Ivermectin is a miracle drug. It cures infections caused by several types of parasitic roundworms, including
those that cause river blindness and elephantiasis, two highly unpleasant diseases.
Half of the 2015 Nobel Price for Physiology or Medicine was awarded to
researchers who discovered the drug.
More recently, ivermectin was touted
as a treatment for SARS-CoV-2. Unfortunately, after more than 90 human clinical
trials, the preponderance of evidence shows that it is ineffective against
COVID-19. A new (open-access) Perspective in J. Med. Chem. by Olaf Andersen,
Jayme Dahlin, and collaborators at Weill Cornell Medicine, the National Institutes
of Health, University of North Carolina Chapel Hill, and University of California
San Francisco explores why it proved so misleading, with lessons for other drug
repurposing efforts.
In 2011, ivermectin was one of 480
compounds tested in a biochemical assay at 50 µM and appeared to disrupt the
interaction between HIV integrase and a mammalian protein involved in viral trafficking.
In April 2020, low micromolar concentrations of ivermectin were reported to
have anti-SARS-CoV-2 activity in a cellular assay. Given a terrifying new
disease with no treatments, an approved drug that showed even tenuous activity looked
like a lifeline. Researchers around the world began studying ivermectin. PubMed
citations jumped from 459 in 2019 to 734 in 2021.
The new paper examines some of this past work and dives deeply into the biological effects of ivermectin. The
molecule is poorly soluble in water (around 1-2 µM) and partitions into
cellular membranes, where it activates a chloride channel receptor in worms, paralyzing
them. At this it is quite potent: when taken as directed, human plasma
concentrations of ivermectin are around 60 nM, but because the drug is highly
protein bound the free concentration is only around 6 nM.
The astute reader may notice that
the apparent antiviral activity was observed at low micromolar concentrations of
ivermectin, three orders of magnitude higher than physiologically relevant, and
the initial biochemical assay was conducted at an even higher concentration. In
fact, that work was done using an AlphaScreen, which is notoriously sensitive to
artifacts. The new paper demonstrates that ivermectin forms aggregates at low
micromolar concentrations, and that these aggregates interfere with the
AlphaScreen. (We previously wrote about how many of the early reports of compounds active against SARS-CoV-2 proteins were in fact aggregators.)
If ivermectin perturbs membrane
proteins in worms, what does it do in human cells? The researchers tested the
drug against panels of G protein-coupled receptors (GPCRs) and found that in one
assay format it inhibited more than a quarter of 168 GPCRs at 10 µM, much higher than physiologically relevant but comparable to the in vitro experiments with SARS-CoV-2. Further studies revealed that ivermectin changes the properties of membranes at low micromolar concentrations, as
assessed by multiple methods including electrophysiological assays.
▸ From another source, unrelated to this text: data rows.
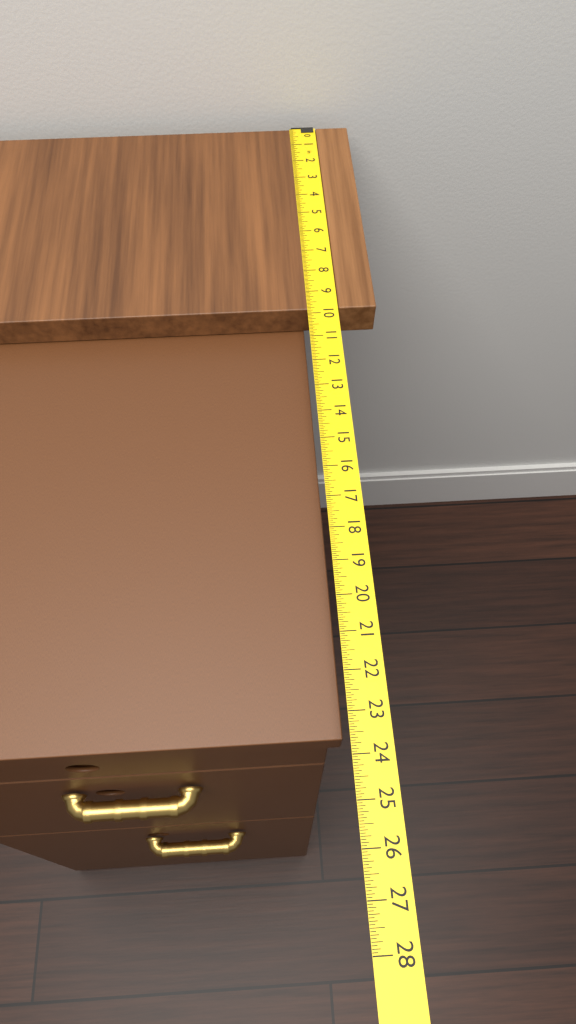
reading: 9.8125 in
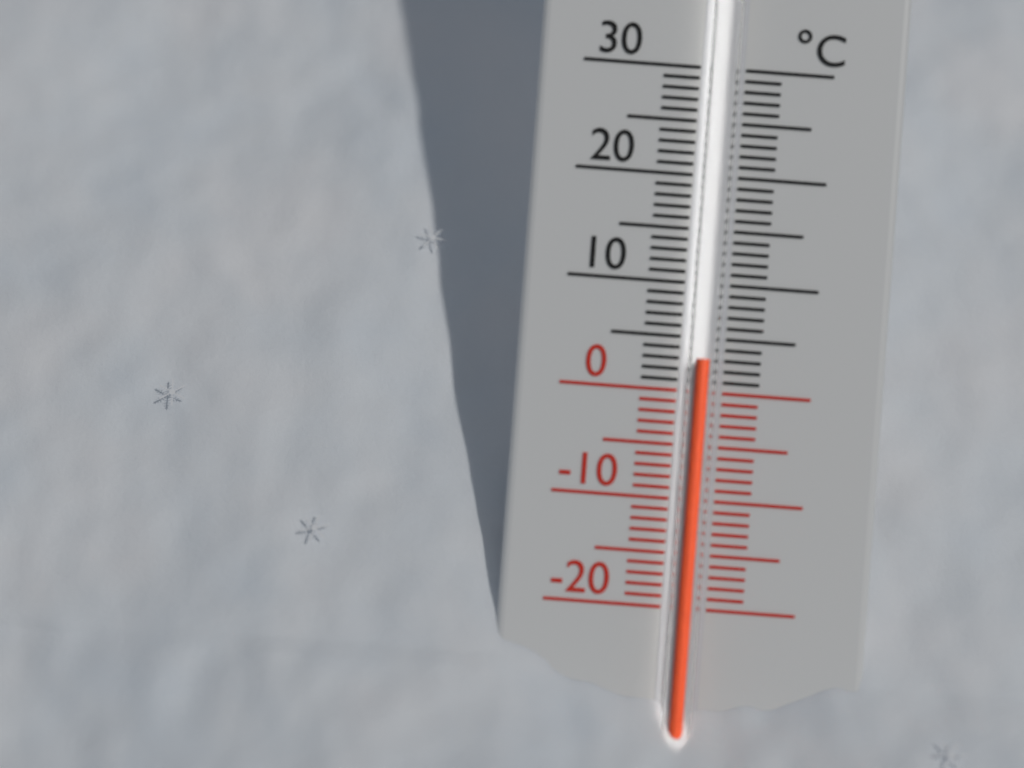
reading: 3 °C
Several
ivermectin analogs were also tested and found to have similar activity, consistent
with nonspecific effects. Impressively, these experiments were done blinded to
the experimenter.
You might think that messing with membranes would not be good for cells, and you would be right. The researchers
found that ivermectin decreased cell viability at low micromolar concentrations
in a variety of assay formats through multiple mechanisms, both cytotoxic and
apoptotic. Importantly, the concentrations at which ivermectin was active
against cells were similar to the concentrations where it showed activity
against SARS-CoV-2. The researchers also analyzed 766 PubChem assays and found
that ivermectin is active in nearly a third of those assessing cellular
toxicity. Killing a host cell is certainly one way of killing a virus, but likely not
a useful one.
In summary, the original data suggesting that ivermectin is a developable antiviral agent was flawed. The researchers describe
this as “a saga of the damage that can be done by assay interference compounds”
and a “cautionary tale for the dangers of ‘pandemic exceptionalism.’” They
continue:
The fact that a repurposed
drug is well-characterized clinically, or that there is an ongoing pandemic, may
justify performing clinical and mechanistic experiments in parallel, but not
skipping mechanistic studies, where the key experiments could have been done in
a matter of a few weeks/months.
This J. Med. Chem. paper is
a meticulous, comprehensive study; with 71 pages of supporting information
there is far more to cover than I can do justice to in a blog post. The paper
also includes a useful flowchart for derisking nonspecific membrane
perturbation. It is well worth reading, particularly for
those new to drug discovery. As Richard Feynman warned, “the first principle
is that you must not fool yourself -- and you are the easiest person to fool.”